Chef/owner David Ansill is not European, but his wife, Catherine, and his cozy Queen Village spot both are. Dessert-maker Catherine, spinner of the haunting violet ice cream we still think about with stalkerly frequency, is French, while the restaurant takes a looser geographical approach to its small plates, borrowing a bit from Italy, Spain, France and other EU members.

Ansill’s BBQ went down Wednesday night and last night, an orgy that revolved around a whole roasted pig. Each platter contained other assorted meats, vegetables and sauces, all for $35. We got there early to take advantage of the ridiculous buck-a-shuck oysters at happy hour (forgive the gratuitous oyster porn), and 36 salty Wiannos later, we settled in for the BBQ. The picture doesn’t quite do justice to the spiced, papery skin on the chicken, the smokiness of the smile of grilled sausage, the rabbit leg so juicy we eventually figured, fuck it, picked up the bone and started gnawing. Good and greasy, the succulent pig sang with garlic and rosemary, but as delicious as it was, the star was upstaged by the grilled brochette of bacon, lamb heart and veal kidney. It was a smoky totem pole, each tiny treasure crusty outside but soft and tender inside. If there was ever a question of which local chef possesses the deftest hand at offal cookery, it’s just been answered.



It’s rare to find a chef so adroit at cooking meat is just as nimble with vegetables. So it was a surprise that Ansill’s veg were a bit of a let down at the BBQ. The pickled cauliflower and beets were just as tangy and assertive as the ones that often find the way into the regular menu’s antipasto sampler, but the red cabbage streamers and slices of carrot (too crunchy and cut too thick) lacked the aggressive wallop of flavor that typical of the produce served here.

Three sauces rode shotgun: creamy garlic aioli, fresh-fresh-fresh parsley puree and, our fave, the pignoli-speckled agrodolce. In Italian, it means sweet and sour; at Ansill, it means powerfully delicious.

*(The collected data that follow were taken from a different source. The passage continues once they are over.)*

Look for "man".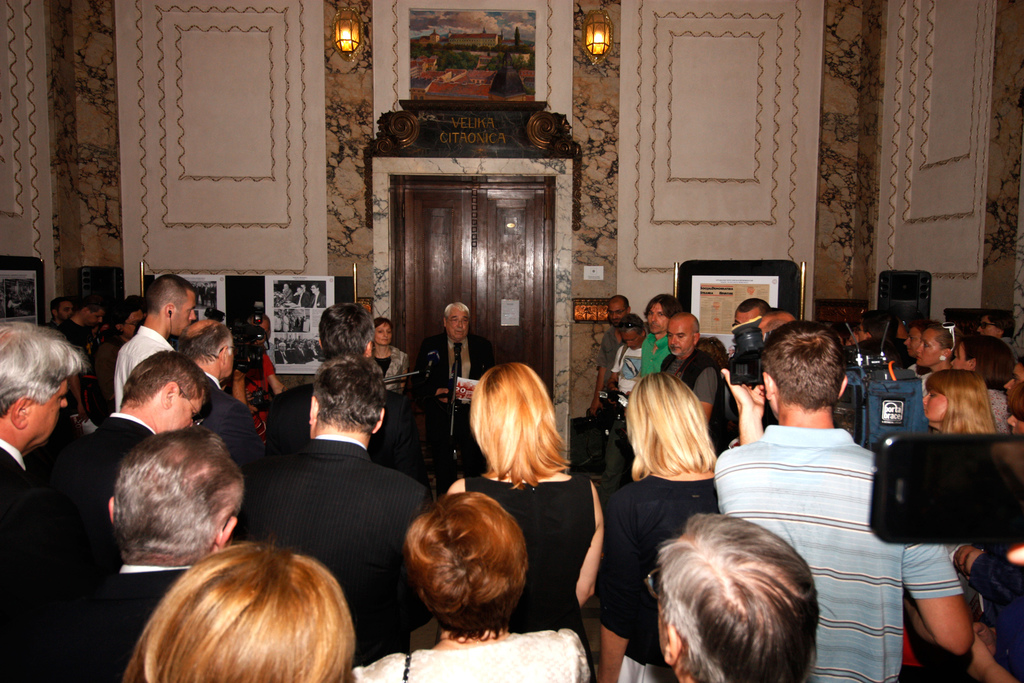
Found: (left=219, top=310, right=290, bottom=444).
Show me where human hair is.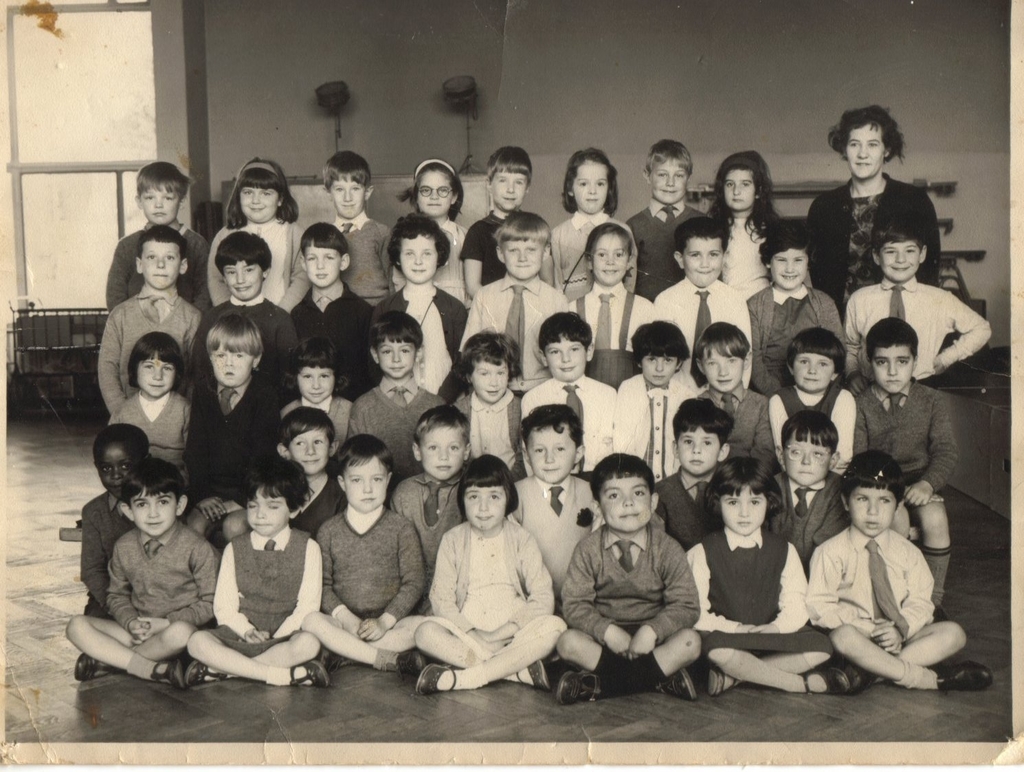
human hair is at {"x1": 539, "y1": 309, "x2": 592, "y2": 356}.
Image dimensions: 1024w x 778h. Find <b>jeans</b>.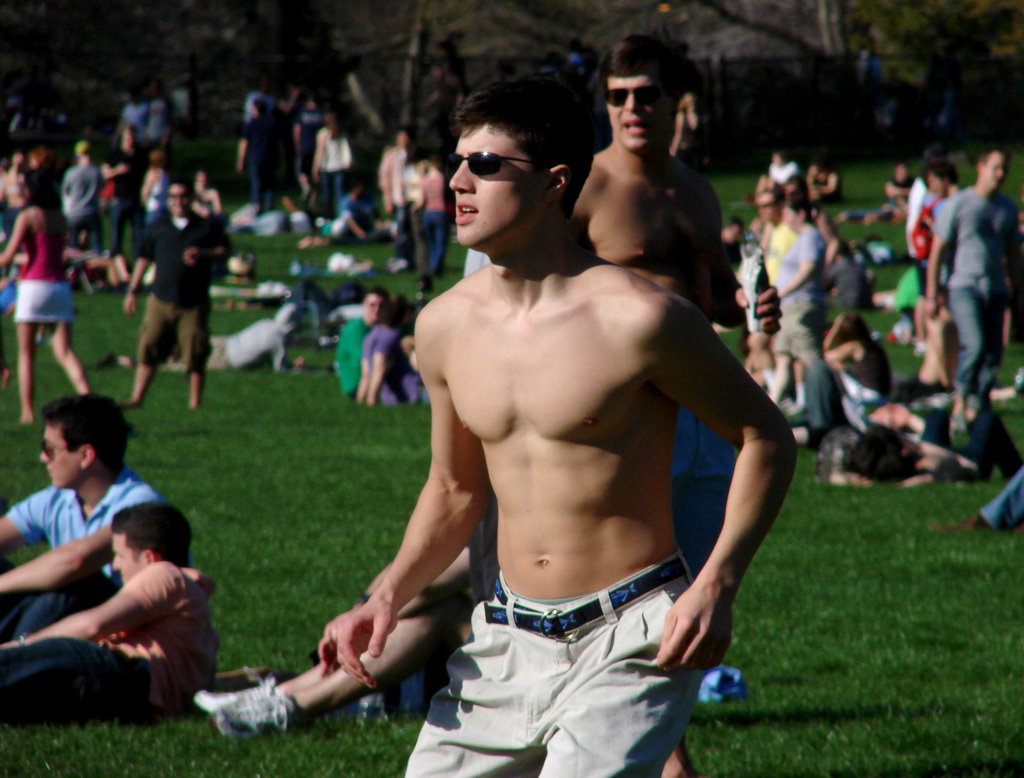
<region>840, 371, 880, 405</region>.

Each BBQ platter was designed to feed two, but going to Ansill and not ordering a few extra plates is like going to Disney World and not riding Space Mountain. Pasta brought plump buttery escargots nestled in a tangle of tender pappardelle simply slicked in extra-virgin with a smattering of chives. It was a special and it was special, while the silky Cognac-splashed steak tartare mounded on grilled slices of baguette smeared with purple mustard made from grape must, is still the best interpretation of this classic we’ve seen anywhere in town. Swoon. And for dessert, Catherine delivered as usual with the bittersweet flourless chocolate “fondant” cake with milk chocolate mousse and a wonderful poached pear infused with cardamom and ginger you could smell a mile away. The sidecar of vanilla ice cream was perfect. Rich, fragrant and smooth. Really, really perfect. But bring back the violet ice cream—please!